SUSE was acquired by private equity firm EQT in 2018. Three years later, the company went public. EQT remained the largest stakeholder with a share of over 75 percent. Insider sources told Bloomberg that EQT recently negotiated the sale of SUSE to Thoma Bravo, a private equity firm. The organizations failed to reach an agreement. SUSE will remain in the hands of EQT for now. Thoma Bravo’s portfolio is full of established technology companies, including Proofpoint, Sophos and Anaplan.

SUSE, Thoma Bravo and growing pains

SUSE’s offering has two sections: managed Linux and managed Kubernetes, in the cloud and at the edge. The Kubernetes offering was made possible by the 2020-acquisition of Rancher Labs, developer of a Kubernetes management platform.

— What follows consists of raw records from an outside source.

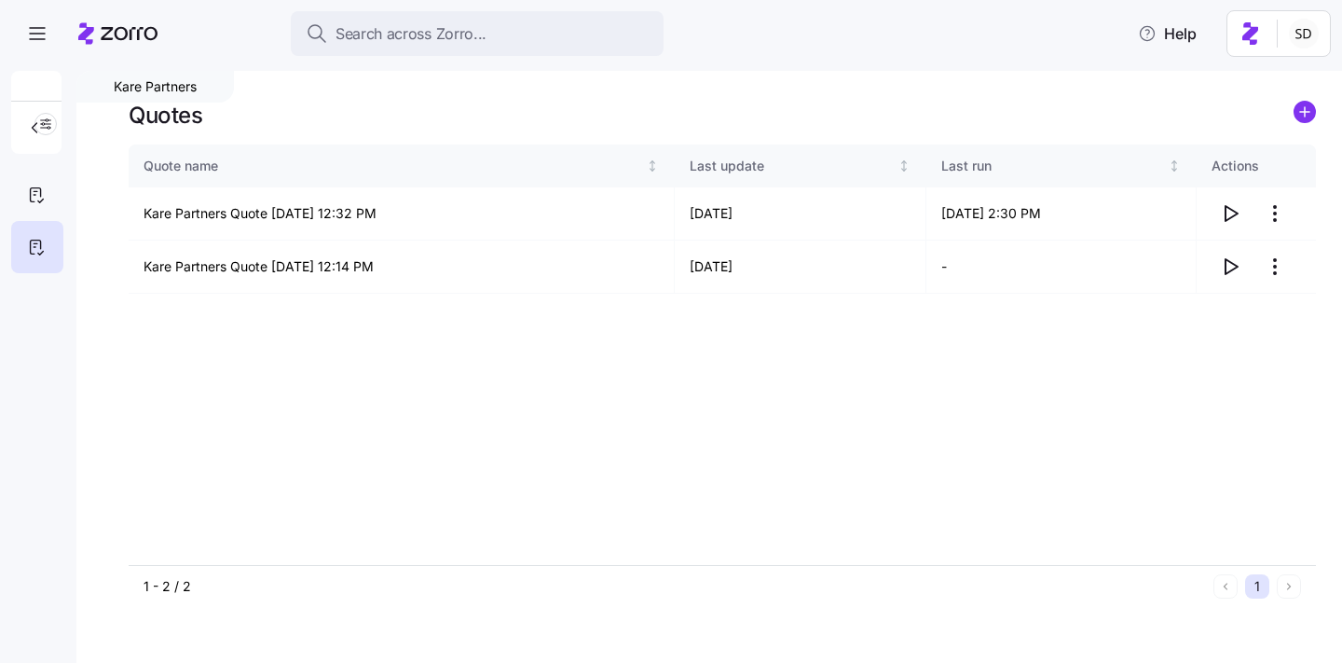  I want to click on th: Quote nameNot sorted, so click(402, 166).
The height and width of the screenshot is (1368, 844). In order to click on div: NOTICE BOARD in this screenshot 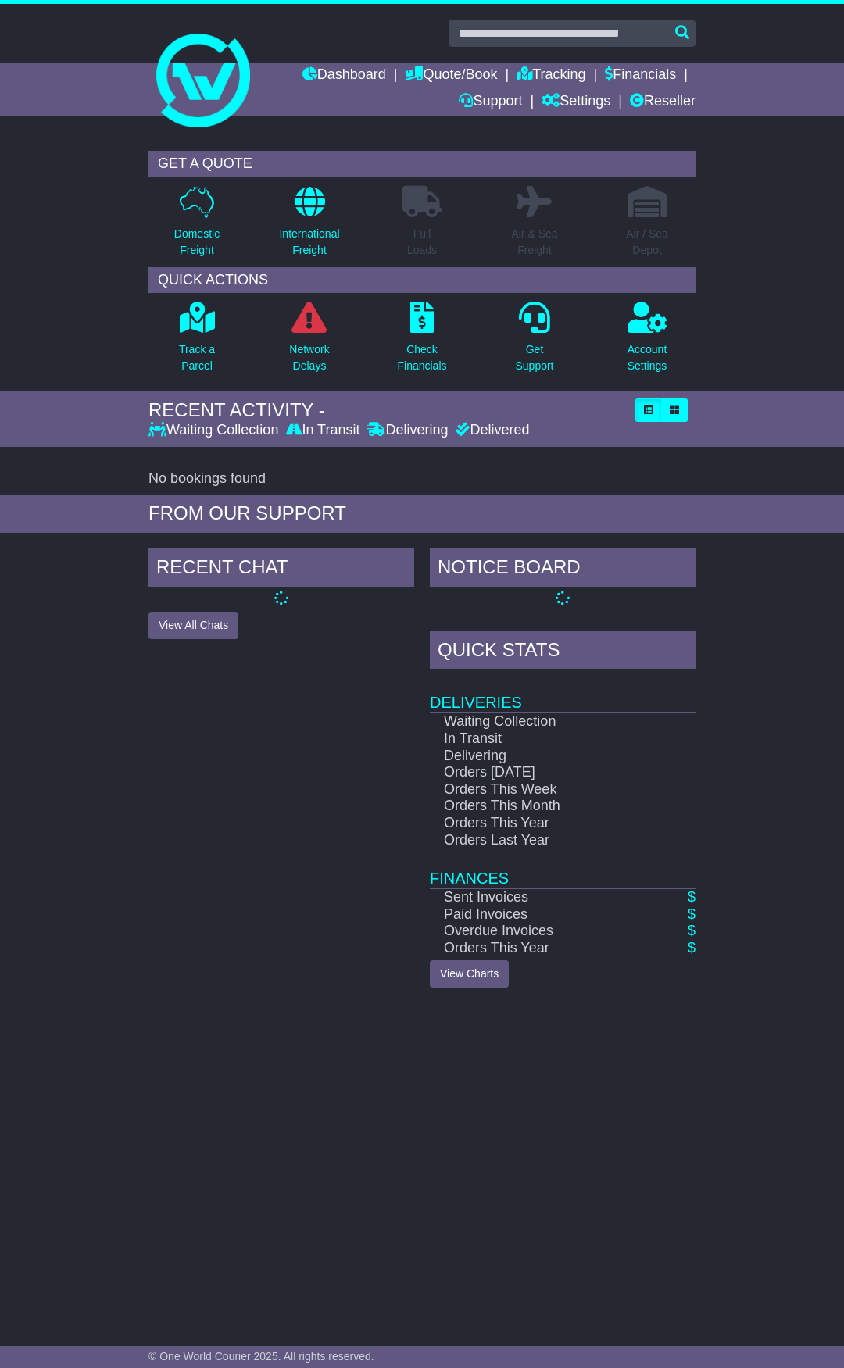, I will do `click(563, 570)`.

SUSE launched SUSE Rancher, a full-stack solution for containerising, deploying and managing apps. The next step proved to be the 2021-acquisition of Harvester, which provides a hyper-converged infrastructure solution for virtual machines and containers.

Most organizations recognize that containers and Kubernetes are the future. A portfolio like SUSE’s creates the expectation of a fast-growing company. The financial results, however, leave much to be desired. In the past six months, the share price plummeted by almost 30 percent. Such figures don’t necessarily indicate flaws in the technological strategy of an organization. In SUSE’s case, its offering is answering a demand that’s just barely getting off the ground.

Most IT organizations want to containerise, but aren’t taking the step just yet. Regardless of their reasoning, the infrastructure of an average corporation will look drastically different in five years’ time. Suppliers of Kubernetes and hyperconverged infrastructures will undoubtedly play a major role. That explains Thoma Bravo’s interest in SUSE. The private equity firm has an eye for promising organisations with a moderate financial course. SUSE fits the bill, but as mentioned earlier, major shareholder EQT isn’t interested at this time.